Preferred Citation: Grinker, Roy Richard. Houses in the Rainforest: Ethnicity and Inequality Among Farmers and Foragers in Central Africa. Berkeley:  University of California Press,  c1994 1994. http://ark.cdlib.org/ark:/13030/ft6q2nb3zj/


 
Chapter VI Conclusion: A Union of Opposites

Ethnicity and Hierarchical Opposition

One of the particularly significant aspects of ethnicity is that it can be analyzed in terms of underlying structural oppositions. John Comaroff (1987) describes ethnicity as first and foremost a process of symbolic classification. We have seen that the Lese classification or marking of Lese-Efe relations opposes whole social groups to one another, but it also opposes the particular elements that comprise the whole. Lese-Efe relations thus turn on several oppositions that have to do with social statuses (male and female, forager and farmer, house and village/clan member) and social structural principles (marginality and incorporation, equality and inequality, masculinity and femininity).

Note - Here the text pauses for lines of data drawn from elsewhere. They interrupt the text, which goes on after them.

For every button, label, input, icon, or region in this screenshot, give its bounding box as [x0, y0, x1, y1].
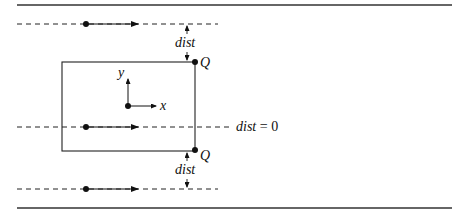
dist-label-top: dist [175, 35, 196, 50]
dist-label-bottom: dist [175, 162, 196, 177]
local-axes [125, 79, 156, 109]
dist-zero-label: dist = 0 [236, 119, 278, 134]
x-axis-label: x [159, 98, 167, 113]
direction-arrow-bottom [83, 186, 138, 192]
q-label-top: Q [200, 55, 210, 70]
direction-arrow-middle [83, 124, 138, 130]
q-point-top [192, 59, 198, 65]
y-axis-label: y [116, 65, 125, 80]
direction-arrow-top [83, 21, 138, 27]
diagram-canvas: y x Q Q dist dist dist = 0 [0, 0, 452, 215]
q-label-bottom: Q [200, 148, 210, 163]
q-point-bottom [192, 147, 198, 153]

These oppositions are expressed here in the language of anthropology, but the realities they represent are not simply the result of a perspective that assumes, for analytical and methodological purposes, that Lese and Efe society is composed of a well-patterned series of oppositions. It is true that societies everywhere place some emphasis on what D. Maybury-Lewis (1989:1) refers to as "polarities of logic or experience." Structural analyses have revealed that totalities frequently comprise a "union of opposites" (Maybury-Lewis 1989:5). These oppositions are illuminating because the Lese and the Efe, like many other people in the world, do concern themselves with antinomies in their everyday lives. But such dualistic thinking (on the part of both anthropologists and the people they study) cannot be embraced uncritically. As I have noted, to accept the sharp separations posited by informants, such as the private and public, female and male, is to embrace and enshrine the local ideologies it is our task to deconstruct.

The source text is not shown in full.